News section
University of Idaho late mlight models successfully forecast disease this year
Aberdeen, Idaho
August 9, 2004
 

When late blight struck a western Bingham County potato field on July 26, University of Idaho Extension potato pathologist Jeff Miller was waiting for it.
 
Two different weather-based forecasting models he and graduate student Donna Henderson had been analyzing predicted that the potentially disastrous fungal disease would strike this year. Funding from the USDA Risk Management Agency has allowed Miller to work on the models for the past 3 years, after an initial grant from the Idaho Potato Commission.
 
The first model-pioneered in Washington-uses AgriMet weather data collected all over southern Idaho to predict the probability of late blight in a given growing season. It bases the risk of an outbreak on the amount of precipitation that falls in April and May and on an additional "favorable hours" factor that Henderson identified and developed: the number of hours in April and May that temperature is between 50 to 80 degrees Fahrenheit and relative humidity is over 80 percent.
 
By June 1, this probability model was predicting that late blight outbreaks were "highly likely" in southern Idaho.
 
The second model, based on one widely used in the Midwest, is much more complex. At weather stations in Wendell, Twin Falls, Oakley, Aberdeen and Rupert-Minidoka, it measures how long potato leaves are wet and the temperatures occurring during that timespan. Each day, the model assigns a "severity value" of 0 to 4. Once these numbers add up to 17, late blight should occur within 10 to 14 days.
 
Miller says this leaf wetness model predicted that late blight would develop by July 28-31-just two days later than it was first reported.
 
By Aug. 6, UI scientists had confirmed late blight in five different areas-three in western Bingham County, one in Minidoka County and one in Cassia County. The source of the disease could be infected seed, infected carryover potatoes-volunteers or cull piles-from last year or spore-laden thunderstorms.
 
"Now that it's around, growers near infected areas should be spraying with a protectant fungicide on a weekly basis," Miller says. Fortunately, many growers tipped off by the first model have been proactively treating their fields since row closure and others have responded quickly enough to prevent crop losses.
 
Mother Nature, however, gets much of the credit for restraining damage to just a few hotspots, Miller says. "The weather turned hot and dry. When that happens, late blight spores aren't produced in great numbers and don't move very far. But that doesn't mean growers can stop worrying. If it turns wet again, it will be all we can do to get to harvest."
 
Henderson, who combined her interests in biology, statistics and modeling when she began working on the project last year, calls the results of her efforts "very satisfying." With no late blight reported in Idaho in 2002 and only a few fields in 2003, the disease's sporadic nature demands a well-informed defense by producers, she says. "We thought it would benefit farmers to have an advance warning system so they could aggressively manage their fields before late blight occurred."
 
To track the progress of late blight in Idaho, growers can click on www.ag.uidaho.edu/potatopath/alerts.htm, call the UI late blight hotline at 1-800-791-7195, sign up for e-mail updates at www.pnwpestalert.net or subscribe to the Dow Agrosciences' Blight Risk Alert fax service at 1-888-395-7378.

More information on late blight is available on the Web site of the Idaho Center for Potato Research and Education, www.ag.uidaho.edu/potato.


Try it: What is the number of lines in the data that contain "gunshot"? Respond with nothing else.

[Excerpts from a figure dataset]
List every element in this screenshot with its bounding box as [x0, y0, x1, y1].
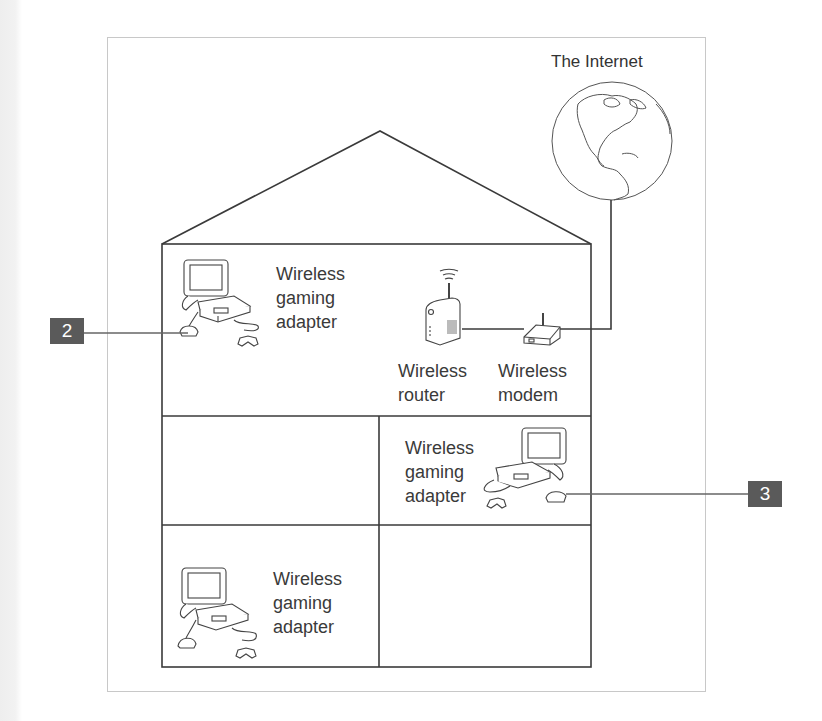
wireless-modem-icon [524, 313, 560, 345]
wireless-router-icon [426, 269, 460, 345]
game-console-icon [484, 428, 566, 508]
adapter-label-bottom: Wireless gaming adapter [273, 567, 342, 639]
adapter-label-top: Wireless gaming adapter [276, 262, 345, 334]
game-console-icon [178, 568, 256, 658]
game-console-icon [180, 260, 258, 346]
internet-label: The Internet [551, 52, 643, 72]
internet-connection-line [556, 200, 611, 329]
house-roof [162, 131, 591, 244]
callout-badge-2: 2 [50, 318, 84, 344]
router-label: Wireless router [398, 359, 467, 407]
modem-label: Wireless modem [498, 359, 567, 407]
adapter-label-middle: Wireless gaming adapter [405, 436, 474, 508]
globe-icon [552, 82, 672, 200]
callout-badge-3: 3 [748, 481, 782, 507]
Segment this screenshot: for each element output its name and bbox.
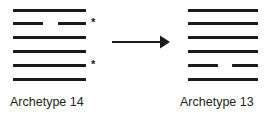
line-row-5-segment-1 xyxy=(188,64,218,67)
line-row-5 xyxy=(13,64,86,67)
archetype-right-line-group xyxy=(170,0,274,92)
asterisk-marker-row-5: * xyxy=(91,59,95,70)
line-row-3 xyxy=(188,36,258,39)
archetype-left-line-group: ** xyxy=(0,0,110,92)
caption-archetype-left: Archetype 14 xyxy=(10,95,84,109)
line-row-5-segment-2 xyxy=(232,64,258,67)
transformation-arrow-icon xyxy=(112,32,170,52)
line-row-4 xyxy=(13,50,86,53)
line-row-6 xyxy=(188,78,258,81)
line-row-2 xyxy=(188,22,258,25)
line-row-2-segment-1 xyxy=(13,22,43,25)
line-row-4 xyxy=(188,50,258,53)
line-row-1 xyxy=(188,9,258,12)
line-row-6 xyxy=(13,78,86,81)
line-row-2-segment-2 xyxy=(58,22,86,25)
asterisk-marker-row-2: * xyxy=(91,17,95,28)
line-row-1 xyxy=(13,9,86,12)
line-row-3 xyxy=(13,36,86,39)
caption-archetype-right: Archetype 13 xyxy=(180,95,254,109)
diagram-canvas: ** Archetype 14 Archetype 13 xyxy=(0,0,274,117)
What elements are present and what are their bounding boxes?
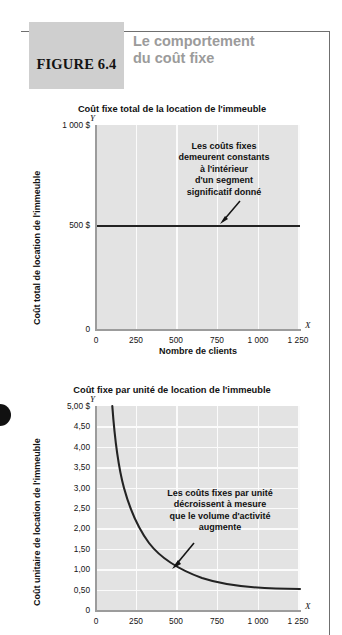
- chart1-xtick-250: 250: [116, 335, 156, 345]
- page-bullet-marker: [0, 404, 11, 426]
- chart-unit-fixed-cost: Coût fixe par unité de location de l'imm…: [22, 385, 330, 635]
- chart1-x-axis-label: Nombre de clients: [96, 346, 300, 356]
- chart1-ytick-0: 0: [30, 324, 90, 334]
- chart1-plot-area: Les coûts fixes demeurent constants à l'…: [96, 125, 300, 329]
- chart1-annotation-arrow-icon: [96, 125, 300, 329]
- chart1-y-axis: [95, 125, 97, 330]
- chart2-xtick-1000: 1 000: [238, 616, 278, 626]
- chart1-xtick-500: 500: [156, 335, 196, 345]
- figure-number-badge: FIGURE 6.4: [29, 22, 124, 89]
- chart2-plot-area: Les coûts fixes par unité décroissent à …: [96, 406, 300, 610]
- chart2-annotation-arrow-icon: [96, 406, 300, 610]
- chart1-y-axis-letter: Y: [90, 113, 95, 123]
- chart1-x-axis-letter: X: [305, 320, 311, 330]
- chart1-xtick-1000: 1 000: [238, 335, 278, 345]
- figure-page: FIGURE 6.4 Le comportement du coût fixe …: [0, 0, 342, 635]
- chart1-xtick-750: 750: [197, 335, 237, 345]
- chart2-xtick-500: 500: [156, 616, 196, 626]
- chart2-ytick-500: 5,00 $: [30, 401, 90, 411]
- chart2-title: Coût fixe par unité de location de l'imm…: [18, 385, 326, 395]
- chart1-title: Coût fixe total de la location de l'imme…: [18, 104, 326, 114]
- chart2-ytick-450: 4,50: [30, 421, 90, 431]
- chart-total-fixed-cost: Coût fixe total de la location de l'imme…: [22, 104, 330, 354]
- figure-title-line-1: Le comportement: [133, 33, 323, 50]
- chart1-xtick-1250: 1 250: [278, 335, 318, 345]
- chart2-x-axis: [95, 610, 301, 612]
- chart2-xtick-0: 0: [76, 616, 116, 626]
- chart2-xtick-250: 250: [116, 616, 156, 626]
- figure-title: Le comportement du coût fixe: [133, 33, 323, 67]
- chart2-xtick-1250: 1 250: [278, 616, 318, 626]
- figure-title-line-2: du coût fixe: [133, 50, 323, 67]
- chart1-x-axis: [95, 329, 301, 331]
- chart2-x-axis-letter: X: [305, 601, 311, 611]
- chart2-y-axis: [95, 406, 97, 611]
- chart1-y-axis-label: Coût total de location de l'immeuble: [32, 171, 42, 325]
- chart1-xtick-0: 0: [76, 335, 116, 345]
- figure-number-label: FIGURE 6.4: [29, 56, 124, 73]
- chart2-ytick-0: 0: [30, 605, 90, 615]
- chart2-y-axis-letter: Y: [90, 394, 95, 404]
- chart2-xtick-750: 750: [197, 616, 237, 626]
- chart1-ytick-1000: 1 000 $: [30, 120, 90, 130]
- chart2-y-axis-label: Coût unitaire de location de l'immeuble: [32, 438, 42, 606]
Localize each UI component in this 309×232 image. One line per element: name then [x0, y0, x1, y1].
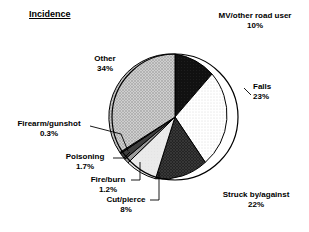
slice-label-cut-pierce: Cut/pierce 8% [100, 195, 152, 214]
slice-label-other: Other 34% [83, 54, 127, 73]
leader-line-falls [244, 88, 251, 95]
slice-label-fire-burn: Fire/burn 1.2% [84, 175, 132, 194]
slice-label-name: Cut/pierce [100, 195, 152, 205]
slice-label-falls: Falls 23% [253, 82, 299, 101]
slice-label-value: 10% [205, 21, 305, 31]
slice-label-name: Other [83, 54, 127, 64]
slice-label-value: 22% [206, 200, 306, 210]
slice-label-value: 8% [100, 205, 152, 215]
slice-label-value: 34% [83, 64, 127, 74]
slice-label-name: Firearm/gunshot [10, 119, 88, 129]
pie-chart-figure: Incidence [0, 0, 309, 232]
slice-label-name: Struck by/against [206, 190, 306, 200]
slice-label-value: 0.3% [10, 129, 88, 139]
slice-label-name: Fire/burn [84, 175, 132, 185]
slice-label-firearm-gunshot: Firearm/gunshot 0.3% [10, 119, 88, 138]
slice-label-value: 1.7% [57, 162, 113, 172]
slice-label-value: 23% [253, 92, 299, 102]
slice-label-poisoning: Poisoning 1.7% [57, 152, 113, 171]
slice-label-struck-by-against: Struck by/against 22% [206, 190, 306, 209]
slice-label-name: MV/other road user [205, 11, 305, 21]
slice-label-value: 1.2% [84, 185, 132, 195]
slice-label-name: Falls [253, 82, 299, 92]
slice-label-mv-other-road-user: MV/other road user 10% [205, 11, 305, 30]
slice-label-name: Poisoning [57, 152, 113, 162]
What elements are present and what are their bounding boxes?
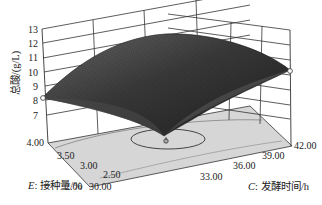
x-tick: 33.00 [200, 171, 223, 182]
z-tick: 9 [33, 81, 38, 92]
z-tick: 13 [28, 24, 38, 35]
z-axis-title: 总酸/(g/L) [9, 50, 22, 95]
x-tick: 30.00 [89, 181, 112, 192]
y-axis-title: E:接种量/% [27, 179, 82, 191]
y-tick: 4.00 [27, 137, 45, 148]
y-tick: 2.50 [103, 169, 121, 180]
design-point [288, 69, 293, 74]
z-tick: 7 [33, 110, 38, 121]
x-axis-title: C:发酵时间/h [248, 180, 310, 192]
design-point [41, 96, 46, 101]
z-tick: 12 [28, 38, 38, 49]
z-tick: 11 [28, 52, 38, 63]
x-tick: 36.00 [233, 160, 256, 171]
x-tick: 39.00 [262, 150, 285, 161]
z-tick: 8 [33, 95, 38, 106]
z-tick: 10 [28, 67, 38, 78]
response-surface-chart: 13 12 11 10 9 8 7 总酸/(g/L) 4.00 3.50 3.0… [0, 0, 322, 205]
y-tick: 3.00 [80, 160, 98, 171]
z-axis: 13 12 11 10 9 8 7 总酸/(g/L) [9, 24, 38, 121]
x-tick: 42.00 [294, 140, 317, 151]
y-tick: 3.50 [57, 150, 75, 161]
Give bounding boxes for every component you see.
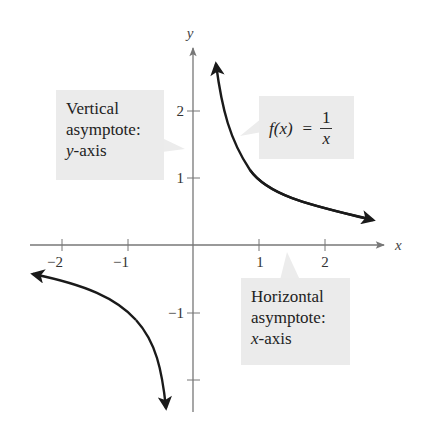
- x-tick-label-1: 1: [256, 254, 264, 270]
- vertical-callout-line3: y-axis: [66, 140, 158, 161]
- hyperbola-graph: −2 −1 1 2 2 1 −1 x y: [0, 0, 435, 435]
- function-lhs: f(x): [269, 118, 293, 139]
- vertical-callout-pointer: [162, 138, 185, 152]
- curve-branch-negative: [33, 274, 136, 320]
- horizontal-asymptote-callout: Horizontal asymptote: x-axis: [241, 278, 350, 365]
- x-tick-label-2: 2: [321, 254, 329, 270]
- y-axis-label: y: [185, 25, 194, 41]
- horizontal-callout-pointer: [280, 252, 300, 280]
- fraction-numerator: 1: [320, 109, 332, 127]
- horizontal-callout-line3: x-axis: [251, 328, 344, 349]
- y-tick-label-2: 2: [177, 103, 185, 119]
- x-tick-label-neg2: −2: [47, 254, 63, 270]
- horizontal-callout-line1: Horizontal: [251, 286, 344, 307]
- x-tick-label-neg1: −1: [113, 254, 129, 270]
- x-axis-label: x: [394, 237, 402, 253]
- curve-branch-negative-end: [136, 320, 166, 408]
- vertical-asymptote-callout: Vertical asymptote: y-axis: [56, 90, 164, 180]
- vertical-callout-line2: asymptote:: [66, 119, 158, 140]
- fraction-denominator: x: [320, 130, 332, 148]
- function-label-callout: f(x) = 1 x: [259, 96, 354, 159]
- function-fraction: 1 x: [320, 109, 332, 148]
- y-tick-label-neg1: −1: [168, 305, 184, 321]
- function-equals: =: [303, 118, 313, 139]
- horizontal-callout-line2: asymptote:: [251, 307, 344, 328]
- curve-branch-positive-end: [250, 170, 373, 220]
- vertical-callout-line1: Vertical: [66, 98, 158, 119]
- y-tick-label-1: 1: [177, 170, 185, 186]
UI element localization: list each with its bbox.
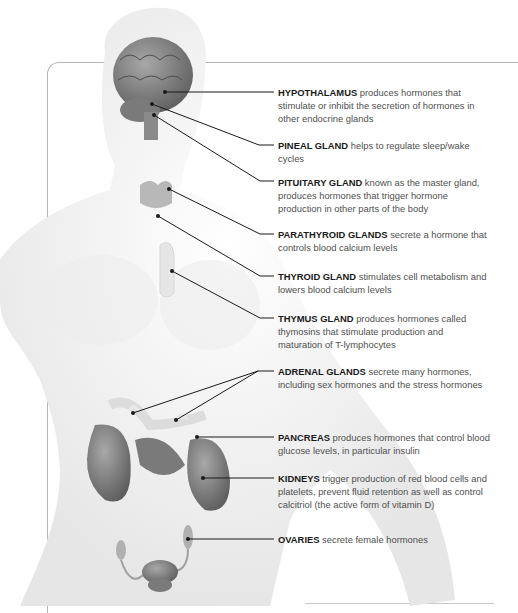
label-title: THYMUS GLAND <box>278 313 354 324</box>
label-title: PANCREAS <box>278 432 330 443</box>
label-kidneys: KIDNEYS trigger production of red blood … <box>278 472 490 512</box>
label-text: secrete female hormones <box>322 534 428 545</box>
thyroid-icon <box>140 181 172 208</box>
label-title: PARATHYROID GLANDS <box>278 229 388 240</box>
label-pineal: PINEAL GLAND helps to regulate sleep/wak… <box>278 139 490 165</box>
label-title: PITUITARY GLAND <box>278 177 362 188</box>
label-adrenal: ADRENAL GLANDS secrete many hormones, in… <box>278 365 490 391</box>
label-thyroid: THYROID GLAND stimulates cell metabolism… <box>278 270 490 296</box>
label-parathyroid: PARATHYROID GLANDS secrete a hormone tha… <box>278 228 490 254</box>
label-title: HYPOTHALAMUS <box>278 87 357 98</box>
label-pancreas: PANCREAS produces hormones that control … <box>278 431 490 457</box>
label-title: KIDNEYS <box>278 473 320 484</box>
label-thymus: THYMUS GLAND produces hormones called th… <box>278 312 490 352</box>
label-hypothalamus: HYPOTHALAMUS produces hormones that stim… <box>278 86 490 126</box>
label-title: THYROID GLAND <box>278 271 356 282</box>
label-title: ADRENAL GLANDS <box>278 366 366 377</box>
label-title: OVARIES <box>278 534 320 545</box>
label-pituitary: PITUITARY GLAND known as the master glan… <box>278 176 490 216</box>
label-title: PINEAL GLAND <box>278 140 348 151</box>
label-ovaries: OVARIES secrete female hormones <box>278 533 490 546</box>
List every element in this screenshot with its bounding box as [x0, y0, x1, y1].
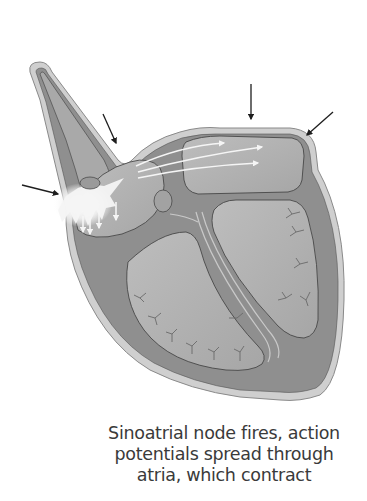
caption-line-3: atria, which contract [88, 465, 360, 486]
heart-diagram [0, 0, 367, 420]
caption-line-1: Sinoatrial node fires, action [88, 423, 360, 444]
sa-node [80, 177, 100, 189]
diagram-caption: Sinoatrial node fires, action potentials… [88, 423, 360, 486]
left-atrium-pointer-arrow [22, 185, 58, 194]
av-node [154, 190, 172, 212]
right-atrium-pointer-arrow [307, 112, 333, 135]
vena-cava-pointer-arrow [103, 114, 116, 143]
caption-line-2: potentials spread through [88, 444, 360, 465]
left-atrium-chamber [182, 136, 304, 194]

Response area: 2